Thursday, November 17, 2005

Natural Law Theory is a Kind of Divine Command Theory

Natural Law Theory holds that beings such as us have ends from which our obligations may be inferred. I'll give you an example.

Suppose a natural law theorist holds, as he is apt to do, that homosexuality is wrong because heterosexuality is our natural purpose. This is to say that our natures are such that homosexuality is unnatural behavior for us and therefore immoral.

The obvious and common retort is to charge natural law theory with the naturalistic fallacy. This is to charge that it invalidly infers from the fact that something is unnatural in some biological sense to the conclusion that it is wrong. The reply from the natural law theorist is that the inference is indeed valid because here by "biological" we include the notion of God's creation.

However, this reply is just to say that we may infer our moral obligations from what is natural because God has chosen which things to make the natural things.

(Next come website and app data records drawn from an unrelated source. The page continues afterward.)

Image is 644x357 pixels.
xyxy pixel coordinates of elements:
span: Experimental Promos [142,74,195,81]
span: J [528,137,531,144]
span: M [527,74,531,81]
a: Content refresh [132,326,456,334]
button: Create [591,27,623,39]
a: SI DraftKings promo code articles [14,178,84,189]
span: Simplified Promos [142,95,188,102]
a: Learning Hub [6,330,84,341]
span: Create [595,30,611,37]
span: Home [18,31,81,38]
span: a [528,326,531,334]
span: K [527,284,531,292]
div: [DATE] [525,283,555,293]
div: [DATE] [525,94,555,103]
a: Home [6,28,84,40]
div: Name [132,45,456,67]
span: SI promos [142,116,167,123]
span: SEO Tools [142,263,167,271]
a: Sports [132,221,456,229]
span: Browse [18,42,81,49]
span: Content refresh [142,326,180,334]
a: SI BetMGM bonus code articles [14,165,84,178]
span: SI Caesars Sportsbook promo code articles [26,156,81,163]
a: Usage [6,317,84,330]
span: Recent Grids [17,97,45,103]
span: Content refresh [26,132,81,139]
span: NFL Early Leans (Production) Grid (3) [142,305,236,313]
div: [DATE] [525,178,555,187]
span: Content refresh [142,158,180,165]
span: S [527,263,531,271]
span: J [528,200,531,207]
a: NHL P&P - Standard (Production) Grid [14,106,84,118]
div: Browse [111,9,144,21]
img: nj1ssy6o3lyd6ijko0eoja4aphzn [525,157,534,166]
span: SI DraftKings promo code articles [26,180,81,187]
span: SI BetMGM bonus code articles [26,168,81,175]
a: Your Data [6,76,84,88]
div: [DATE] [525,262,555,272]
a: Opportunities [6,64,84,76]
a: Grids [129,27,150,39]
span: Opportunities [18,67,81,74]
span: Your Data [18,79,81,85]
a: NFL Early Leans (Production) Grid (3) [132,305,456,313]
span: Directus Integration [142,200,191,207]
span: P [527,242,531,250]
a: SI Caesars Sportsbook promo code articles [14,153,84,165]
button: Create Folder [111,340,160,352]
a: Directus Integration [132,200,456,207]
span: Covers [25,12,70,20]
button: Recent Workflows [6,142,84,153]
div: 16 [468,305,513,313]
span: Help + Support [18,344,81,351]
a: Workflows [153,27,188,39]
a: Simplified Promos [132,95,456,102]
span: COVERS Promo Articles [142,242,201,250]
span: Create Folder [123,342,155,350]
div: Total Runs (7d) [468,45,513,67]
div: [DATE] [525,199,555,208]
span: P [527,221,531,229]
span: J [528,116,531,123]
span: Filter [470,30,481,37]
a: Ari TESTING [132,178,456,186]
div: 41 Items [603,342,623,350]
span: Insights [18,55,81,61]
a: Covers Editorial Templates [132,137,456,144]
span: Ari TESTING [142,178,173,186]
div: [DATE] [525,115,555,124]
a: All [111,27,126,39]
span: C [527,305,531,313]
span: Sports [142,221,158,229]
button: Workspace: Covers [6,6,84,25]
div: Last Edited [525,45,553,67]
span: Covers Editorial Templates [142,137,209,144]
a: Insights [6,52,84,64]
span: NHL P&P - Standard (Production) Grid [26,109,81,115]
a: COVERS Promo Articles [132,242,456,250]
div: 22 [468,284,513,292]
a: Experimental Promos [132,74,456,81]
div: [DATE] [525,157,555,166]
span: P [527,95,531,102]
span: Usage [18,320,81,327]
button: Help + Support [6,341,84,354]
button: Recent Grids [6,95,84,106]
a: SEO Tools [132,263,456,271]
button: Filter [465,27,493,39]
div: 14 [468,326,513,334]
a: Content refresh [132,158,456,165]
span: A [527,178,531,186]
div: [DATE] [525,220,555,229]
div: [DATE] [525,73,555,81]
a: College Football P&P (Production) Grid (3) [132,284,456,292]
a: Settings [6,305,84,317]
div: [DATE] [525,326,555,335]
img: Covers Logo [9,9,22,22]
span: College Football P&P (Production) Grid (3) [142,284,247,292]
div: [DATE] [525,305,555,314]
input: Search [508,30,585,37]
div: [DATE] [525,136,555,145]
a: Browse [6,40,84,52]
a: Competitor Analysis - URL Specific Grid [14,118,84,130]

Another example will help. A natural law theorist is liable to argue that a human embryo is a rational being and therefore, in spite of the fact that it has not brain, has a mind and a right to be treated as any human being with a mind ought to be treated. His reasoning is that the embryo is rational in that its nature has been selected to be such that it will someday reason. His reasoning is not that the embryo has a genetic tendency to go on to become rational. The difference between these two kinds of reasoning is that the natural law theorist's reasoning assumes that God's choosing a thing's natural tendencies give that thing its end. In other words, it is only because of God's choice that the being in question has such and such an end. That is the Divine Command Theory.